A waterfall chart illustrates this. Starting from the market consensus, positive contributions from HBM price premiums are more than offset by larger drags from traditional chip prices, resulting in a final figure 8% below consensus.

Counterintuitively, the higher the revenue share from HBM, the more exposed profits become to price movements in traditional chips. What was supposed to be a moat story has become a point of vulnerability.

HBM is the lifeline, but lifelines can spring leaks. The fact that its price increases are being outpaced by legacy memory is the first crack. It's not yet fatal, but it demonstrates that profits reliant on a single product category's price increases have two-sided elasticity.

Valuation Shift Without Real Power

The market has done one thing over the past half-year: shifted AI valuation focus from 'compute' to 'bandwidth.' After the Nvidia rally, the baton passed to HBM, and SK Hynix was repriced accordingly.

However, there seems to be an illusion at play. HBM is, at its core, still a standardized memory product. Its technological barriers and pricing power are far inferior to those of GPUs. The narrative of memory makers as indispensable 'picks and shovels' suppliers to the AI arms race sounds compelling but does not hold up under scrutiny.

On key metrics like pricing power, technological barriers, gross margins, and bargaining power, memory makers like SK Hynix and GPU makers like Nvidia are worlds apart. The market has been captivated by the AI compute narrative, but the ability to capture the lion's share of the profit chain remains with a select few.

High customer concentration magnifies risk. When one customer, Nvidia, holds disproportionate power, the supplier's bargaining space is constrained. Greater dependence gives the customer more leverage to apply pressure.
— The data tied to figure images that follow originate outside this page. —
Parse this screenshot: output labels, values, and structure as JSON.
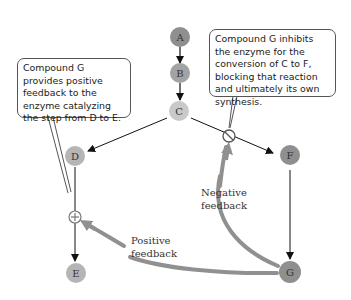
{
  "callouts": {
    "positive": "Compound G provides positive feedback to the enzyme catalyzing the step from D to E.",
    "negative": "Compound G inhibits the enzyme for the conversion of C to F, blocking that reaction and ultimately its own synthesis."
  },
  "nodes": {
    "A": "A",
    "B": "B",
    "C": "C",
    "D": "D",
    "E": "E",
    "F": "F",
    "G": "G"
  },
  "labels": {
    "negative_line1": "Negative",
    "negative_line2": "feedback",
    "positive_line1": "Positive",
    "positive_line2": "feedback"
  },
  "symbols": {
    "activator": "plus-circle",
    "inhibitor": "slash-circle"
  },
  "colors": {
    "node_dark": "#8f8f8f",
    "node_mid": "#a3a3a3",
    "node_light": "#c9c9c9",
    "feedback_arrow": "#909090",
    "line": "#222222"
  }
}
Looking at a timeline, there is a temporal mismatch. AI capital expenditure has surged dramatically in recent years, but the revenue recoup for memory makers lags, creating a waiting period between spending and returns.
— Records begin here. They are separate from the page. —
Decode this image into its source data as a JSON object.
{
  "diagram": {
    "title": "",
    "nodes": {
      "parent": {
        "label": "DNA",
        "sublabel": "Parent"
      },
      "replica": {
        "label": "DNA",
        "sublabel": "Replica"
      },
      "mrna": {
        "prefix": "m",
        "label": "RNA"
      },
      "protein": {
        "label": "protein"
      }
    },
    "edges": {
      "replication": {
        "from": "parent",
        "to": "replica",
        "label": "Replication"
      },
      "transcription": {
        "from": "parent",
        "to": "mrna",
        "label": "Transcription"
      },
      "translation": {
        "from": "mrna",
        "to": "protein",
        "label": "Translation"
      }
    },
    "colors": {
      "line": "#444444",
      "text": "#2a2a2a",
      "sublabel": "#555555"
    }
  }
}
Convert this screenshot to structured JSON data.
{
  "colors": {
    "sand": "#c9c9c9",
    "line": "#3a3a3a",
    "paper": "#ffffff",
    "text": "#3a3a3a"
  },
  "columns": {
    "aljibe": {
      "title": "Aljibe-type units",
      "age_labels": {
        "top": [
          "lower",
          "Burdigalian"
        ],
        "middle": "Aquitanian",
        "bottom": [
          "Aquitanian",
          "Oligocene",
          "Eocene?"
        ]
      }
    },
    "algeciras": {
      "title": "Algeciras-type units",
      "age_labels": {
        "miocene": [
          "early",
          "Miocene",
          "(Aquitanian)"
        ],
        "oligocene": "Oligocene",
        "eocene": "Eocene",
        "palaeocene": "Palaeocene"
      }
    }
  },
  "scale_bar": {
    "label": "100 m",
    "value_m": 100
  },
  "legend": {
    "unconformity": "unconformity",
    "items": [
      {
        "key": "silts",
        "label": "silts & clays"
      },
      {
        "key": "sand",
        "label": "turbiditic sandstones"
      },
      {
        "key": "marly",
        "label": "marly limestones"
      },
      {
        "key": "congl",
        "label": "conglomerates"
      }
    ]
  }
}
The straightforward view is that memory makers in this cycle have gained 'valuation premiums,' not 'pricing power.' Premiums can recede; pricing power does not materialize out of thin air. Mistaking a premium for pricing power is the most common error in this market phase.
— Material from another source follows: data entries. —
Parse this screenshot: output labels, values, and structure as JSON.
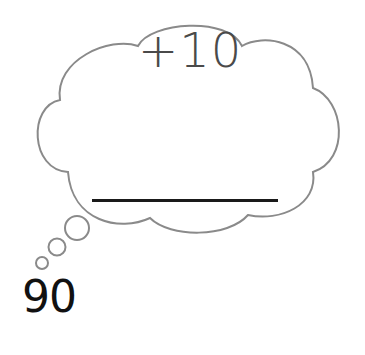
{
  "thought_bubble": {
    "operation": "+10",
    "answer_blank": ""
  },
  "start_number": "90",
  "colors": {
    "cloud_outline": "#8a8a8a",
    "operation_text": "#4a4a4a",
    "start_text": "#111111",
    "answer_line": "#1a1a1a"
  }
}
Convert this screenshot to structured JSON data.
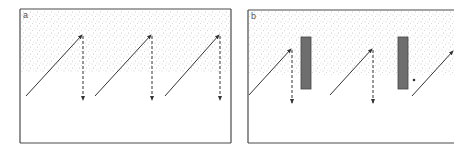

When the wind stops, it will be clear who is swimming naked. For now, the wind is still strong, and few are looking down.

The Real Test Begins

With the fanfare of the IPO bell fading, the real test begins. The 10% drop in Seoul that day was no accident; it was the moment the crack became visible.

Overseas capital rushed in to buy, while domestic capital fled. Two groups are pricing 'AI memory' differently. For the same company, at the same moment, with the same books, the bids are from two different worlds.

The 25-fold gain was built on narrative, leverage, and retail enthusiasm, not solely on profits. HBM is both a lifeline and a vulnerability. The first crack has appeared with its price increases lagging legacy memory.

As an observer, the point is not to treat 'AI memory' as a perpetual motion machine. Narratives fade, leverage backfires, and dependence on a single customer can bite back.

Ordinary investors often find themselves among the last to know when the wind changes direction. By the time one thinks to exit, the door is already crowded with others sharing the same idea. This is not alarmism; it is the script replayed at the end of every leveraged rally.

This analysis is not a stock recommendation but an attempt to outline the visible cracks in the current market narrative.

Disclaimer: Investing carries risk. This is not financial advice. The above content should not be regarded as an offer, recommendation, or solicitation on acquiring or disposing of any financial products, any associated discussions, comments, or posts by author or other users should not be considered as such either. It is solely for general information purpose only, which does not consider your own investment objectives, financial situations or needs. TTM assumes no responsibility or warranty for the accuracy and completeness of the information, investors should do their own research and may seek professional advice before investing.